Before the memorial started, the funeral director explained how we would lift the casket together, but it feels like being in a play unrehearsed. We get through it though. One guy behind me stumbles, and for a second, I wonder if Finn felt the tilt, but then I have to bite my lip to keep from crying when I remember that Finn couldn’t. It’s done. He’s on my shoulder. Finn. Inside this box is Finn, was Finn, and his head is probably near my own. As we walk him to the hearse, I hear Autumn’s voice, We’re just being close one last time.

This will be Finn’s last car ride. The doors close behind the coffin, and my parents ask me if I will be okay if they skip the graveyard service.

I tell them that it’s okay, even though none of this is okay, because their being there wouldn’t make it any easier.
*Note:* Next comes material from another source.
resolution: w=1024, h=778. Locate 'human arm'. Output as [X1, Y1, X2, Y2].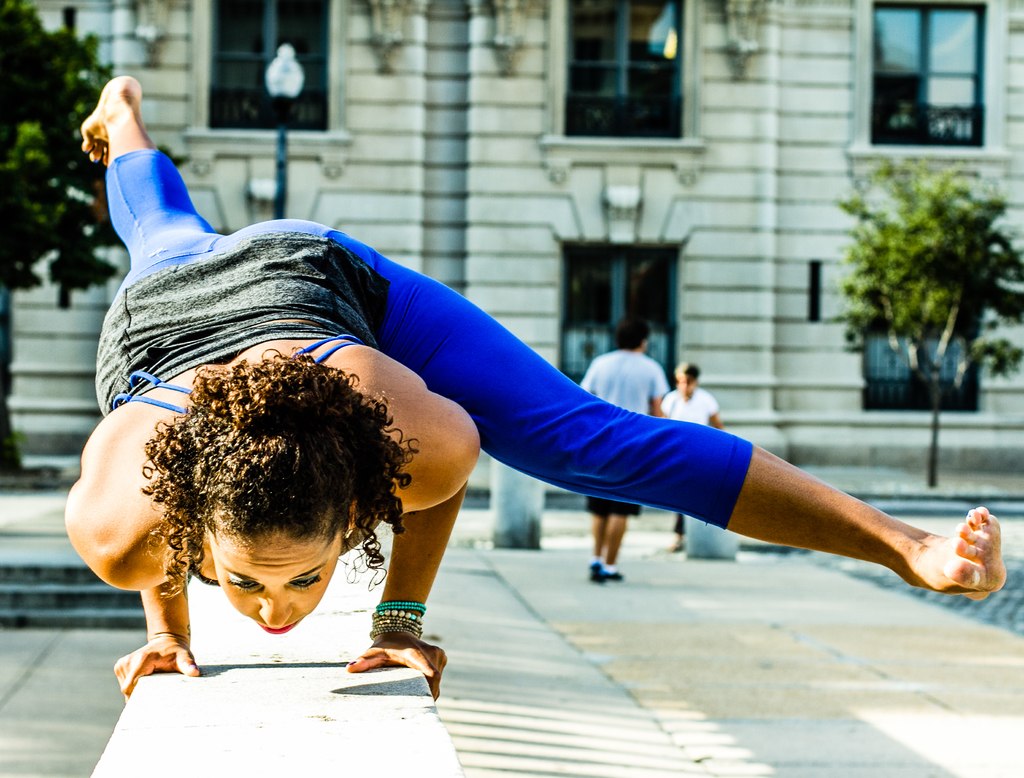
[344, 398, 478, 708].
I ride with Coach to the graveyard. He asks me if I want to talk. I say no.

We follow the hearse to Bellefontaine Cemetery. Past the gates, the hearse travels down a long path past the mausoleums, some the size of houses, some like sheds of stone. Finn was the only one in class to get the extra credit question on the American Literature final, What icon of the Beat Generation is buried in St. Louis’s own Bellefontaine Cemetery? He shrugged when I asked him how he remembered, and we never imagined he’d soon have something in common with Burroughs.

We pull up to a newer, more open part of the cemetery. No grand mausoleums here, simply headstones standing tall, for now.
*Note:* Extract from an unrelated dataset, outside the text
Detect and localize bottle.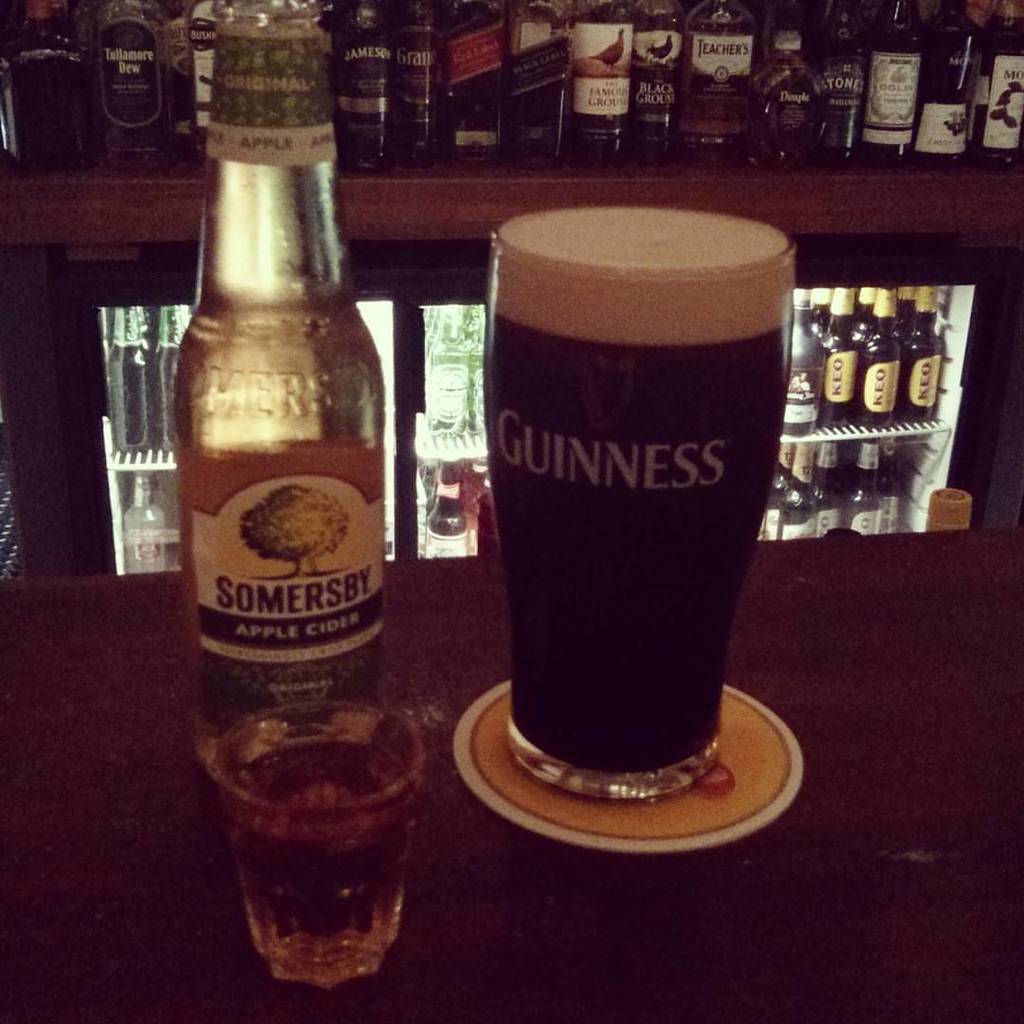
Localized at box=[82, 0, 162, 174].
We line up as a team again and lift him with more grace than before. This time, I try to cherish the weight of him on my shoulder. I lean my cheek where I hope is close to his.

And then on a quiet count to three, we set Finn down forever.
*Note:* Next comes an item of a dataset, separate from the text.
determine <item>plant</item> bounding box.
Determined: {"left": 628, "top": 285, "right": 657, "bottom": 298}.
There is crying again but no more laughing.

In the row of chairs by the grave, the man who was supposed to be Finn’s father sits, leaning forward with his head in his hands, and does not look up even once. Sylvie, seated next to him again, sits ramrod straight, like her purpose is to be a wall between him and Angelina. Perhaps it is.

I knew the poem about an athlete dying young was coming. I hadn’t known how different it would sound as Coach read it here, by Finn’s grave.

His final resting place. His final everything.

They’re about to do it.

There’s a mechanical hum as his coffin is lowered down.

It’s not really him, yet it is him, and they’re putting him away forever. I want to beg someone to stop this, to let me keep him, please.

But it’s done. Finn, my friend, is in a hole in the earth. For the rest of my life, no matter how long I live, I will always know exactly where he is, because he’s never going to move again.

People are lining up to throw a handful of dirt in the hole before they leave him, but I can’t do this last thing for him, so I stand there and watch.

As the grave begins to slowly fill with dirt, I think of Autumn coming later, after the rest of us have gone, to be with him.